Let’s be clear: Sam Taylor-Johnson’s adaptation of Fifty Shades of Grey is positively nonrapey.
Director Taylor-Johnson puts the emphasis on the fact that Christian Grey has the consent of the soon-to-be-trussed-and-flogged Bella Swan—I mean Anastasia (“Ana”) Steele. But having rinsed out the ambiguities, Taylor-Johnson ends up watering down the product. His Fifty Shades seems to be under the influence of those “ethical birth control pills” from Kurt Vonnegut’s short story “Welcome to the Monkey House”—the ones that prevent contraception by making you numb below the waist.
Ana (Dakota Johnson) certainly gets what she’s coming for, but the movie emphasizes her reluctance to submit totally to the man who wants to tie her up and hurt her, all in the name of mutual pleasure. Nonetheless, Ana is the bright side of a dull movie. She’s dressed down at the beginning in everything but pigtails and a giant lollipop. Though a college grad, she’s still about as mature as a high school senior, a Hardy-loving virgin who never thought about what people get up to. The film’s biggest intentional laugh is Grey staring at her naivetĂ© and asking her where she’s been all her life.
Ana is awakened by her (literally) helicoptering lover, so she gets a makeover. It increases her brattiness and tease, which means the audience won’t mind seeing her get made to do stuff. A lean girl without much to spank, Dakota Johnson’s main asset is a plush, wry mouth that ought to have a three picture deal of its own.
Fifty Shades of Grey‘s auteur is really E. L. James, author of the books, who insisted on the trappings of this film, the gunmetal-colored-clothing and the neckties. She has an Ayn Randian appreciation of the thrust of skyscrapers and of “Triumph Over Her Will” aerial shots. These include a glider ride in Georgia that makes one yearn for the autumnal flying scenes in 1999’s The Thomas Crown Affair. It’s good the movie gets off the ground via the runway; the Northwestern landscapes are as soggy as the dialogue.
‘Fifty Shades of Grey’ is playing in wide release.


(WHAT THE TASK ASKS) Copy out each line of the data that includes the string "span".

(INFORMATION GIVEN)
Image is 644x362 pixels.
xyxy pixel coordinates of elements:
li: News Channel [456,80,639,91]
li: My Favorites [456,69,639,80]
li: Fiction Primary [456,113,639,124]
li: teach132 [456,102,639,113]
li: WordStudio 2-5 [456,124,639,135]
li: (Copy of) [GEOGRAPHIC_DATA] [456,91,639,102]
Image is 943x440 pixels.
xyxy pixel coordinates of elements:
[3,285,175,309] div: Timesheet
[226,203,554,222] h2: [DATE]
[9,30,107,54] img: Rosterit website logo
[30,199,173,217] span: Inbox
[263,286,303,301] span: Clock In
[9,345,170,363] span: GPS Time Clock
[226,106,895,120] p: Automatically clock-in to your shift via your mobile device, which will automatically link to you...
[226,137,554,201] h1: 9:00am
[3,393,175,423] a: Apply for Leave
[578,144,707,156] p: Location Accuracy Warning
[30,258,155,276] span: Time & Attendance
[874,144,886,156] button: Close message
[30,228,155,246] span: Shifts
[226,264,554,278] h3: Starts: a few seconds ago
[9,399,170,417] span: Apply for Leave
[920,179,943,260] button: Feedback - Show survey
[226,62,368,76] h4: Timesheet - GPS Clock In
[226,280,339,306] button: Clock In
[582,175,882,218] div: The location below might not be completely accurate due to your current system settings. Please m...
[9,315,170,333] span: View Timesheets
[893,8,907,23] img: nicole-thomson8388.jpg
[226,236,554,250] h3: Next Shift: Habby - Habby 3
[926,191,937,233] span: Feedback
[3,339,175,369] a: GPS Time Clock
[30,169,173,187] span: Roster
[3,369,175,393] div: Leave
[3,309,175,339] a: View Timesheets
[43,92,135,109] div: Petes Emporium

(FINISHED EXERCISE)
[30,199,173,217] span: Inbox
[263,286,303,301] span: Clock In
[9,345,170,363] span: GPS Time Clock
[30,258,155,276] span: Time & Attendance
[30,228,155,246] span: Shifts
[9,399,170,417] span: Apply for Leave
[9,315,170,333] span: View Timesheets
[926,191,937,233] span: Feedback
[30,169,173,187] span: Roster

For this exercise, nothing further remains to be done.